I think you're right that stops will be longer, but it's my understanding they'll also be less frequent and they'll cover greater distances than a regular subway track (in say, NY). So you'll end up getting there faster and not have the stress of driving in traffic.


For a conventional subway at rush hour, there's 1000s of people getting on or off every hour at any given station, which isn't feasible if you're only loading a dozen people at a time. The alternative being to build proper underground stations, which are a big part of that 'billion dollars per mile' subway construction cost.

And this reminds me of Musk's Hyperloop whitepaper, where he estimated it would cost 10 billion to run an evacuated tube from LA to SF, which was ridiculous. There's all this reality that he failed to factor in to his calculations, and once you've addressed the full costs relative to people moving capacity, all of the sudden Hyperloop doesn't look so great compared to conventional high speed rail, and his Boring concept starts looking more and more like conventional subway.


Elevator engineers sometimes handle this problem by having "express" elevators that travel between distant floors and "local" elevators that operate between nearby floors.

That avoids the need for big central stations (other than the ground-floor lobby, of course, but there's no way around that for a building -- a street transport system isn't limited to a single point of entry).
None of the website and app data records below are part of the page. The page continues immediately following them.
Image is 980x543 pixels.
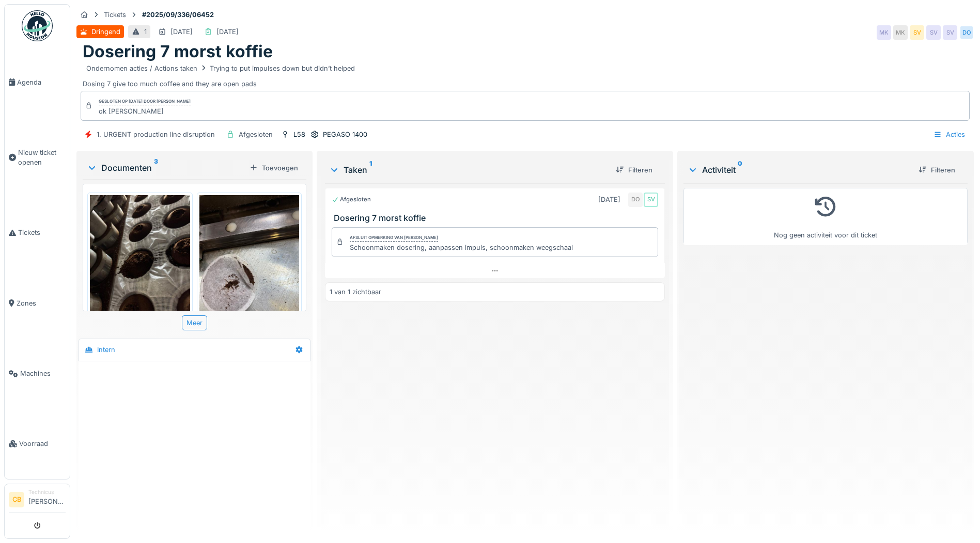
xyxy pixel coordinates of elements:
[877,25,891,39] div: MK
[598,195,621,205] div: [DATE]
[5,198,70,268] a: Tickets
[20,369,66,378] span: Machines
[83,41,273,62] h1: Dosering 7 morst koffie
[90,195,190,329] img: fqemcsk4hv5dq8hy5mtbnndi1mhr
[17,78,66,88] span: Agenda
[294,130,306,140] div: L58
[83,62,968,89] div: Dosing 7 give too much coffee and they are open pads
[629,193,643,207] div: DO
[87,161,246,174] div: Documenten
[104,10,126,20] div: Tickets
[98,98,191,105] div: Gesloten op [DATE] door [PERSON_NAME]
[350,243,573,253] div: Schoonmaken dosering, aanpassen impuls, schoonmaken weegschaal
[5,409,70,479] a: Voorraad
[29,489,66,511] li: [PERSON_NAME]
[5,117,70,198] a: Nieuw ticket openen
[17,298,66,308] span: Zones
[171,27,193,36] div: [DATE]
[19,439,66,449] span: Voorraad
[959,25,974,39] div: DO
[612,163,657,177] div: Filteren
[929,127,970,142] div: Acties
[97,345,115,354] div: Intern
[926,25,941,39] div: SV
[330,287,381,297] div: 1 van 1 zichtbaar
[216,27,239,36] div: [DATE]
[914,163,959,177] div: Filteren
[910,25,924,39] div: SV
[5,47,70,117] a: Agenda
[738,164,743,176] sup: 0
[350,235,438,241] div: Afsluit opmerking van [PERSON_NAME]
[893,25,908,39] div: MK
[690,193,961,241] div: Nog geen activiteit voor dit ticket
[5,268,70,338] a: Zones
[22,11,53,41] img: Badge_color-CXgf-gQk.svg
[18,227,66,237] span: Tickets
[239,130,273,140] div: Afgesloten
[9,489,66,513] a: CB Technicus[PERSON_NAME]
[92,27,120,36] div: Dringend
[96,130,215,140] div: 1. URGENT production line disruption
[29,489,66,496] div: Technicus
[18,148,66,167] span: Nieuw ticket openen
[332,195,371,204] div: Afgesloten
[334,213,660,223] h3: Dosering 7 morst koffie
[644,193,658,207] div: SV
[138,10,218,20] strong: #2025/09/336/06452
[144,27,147,36] div: 1
[246,161,302,175] div: Toevoegen
[943,25,957,39] div: SV
[199,195,300,329] img: iockuucjdi7pv9ua0ujgqfxtt3z4
[688,164,910,176] div: Activiteit
[329,164,607,176] div: Taken
[9,492,25,508] li: CB
[323,130,367,140] div: PEGASO 1400
[182,316,207,331] div: Meer
[86,64,355,74] div: Ondernomen acties / Actions taken Trying to put impulses down but didn’t helped
[98,106,191,116] div: ok [PERSON_NAME]
[5,338,70,409] a: Machines
[154,161,158,174] sup: 3
[369,164,372,176] sup: 1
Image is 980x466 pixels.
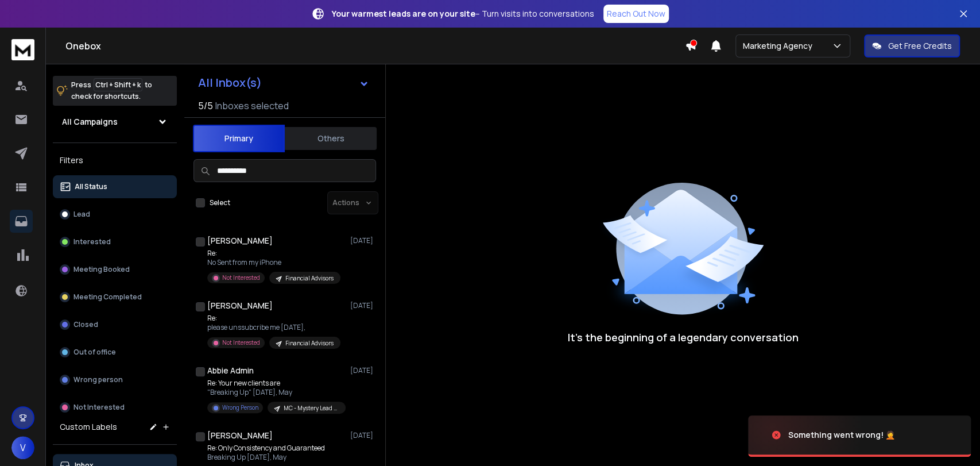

Congratulations. You just reinvented the concept of local busses connecting subway stations within of a few blocks to the local area.

Express vs. Local was actually borrowed from that concept.


I haven't "reinvented" anything. I was pointing out how elevator engineers solve the problem.


With intended throughput and few stops, allocating in bunches of 12 people with the same destinations or at least least stops automatically is trivial.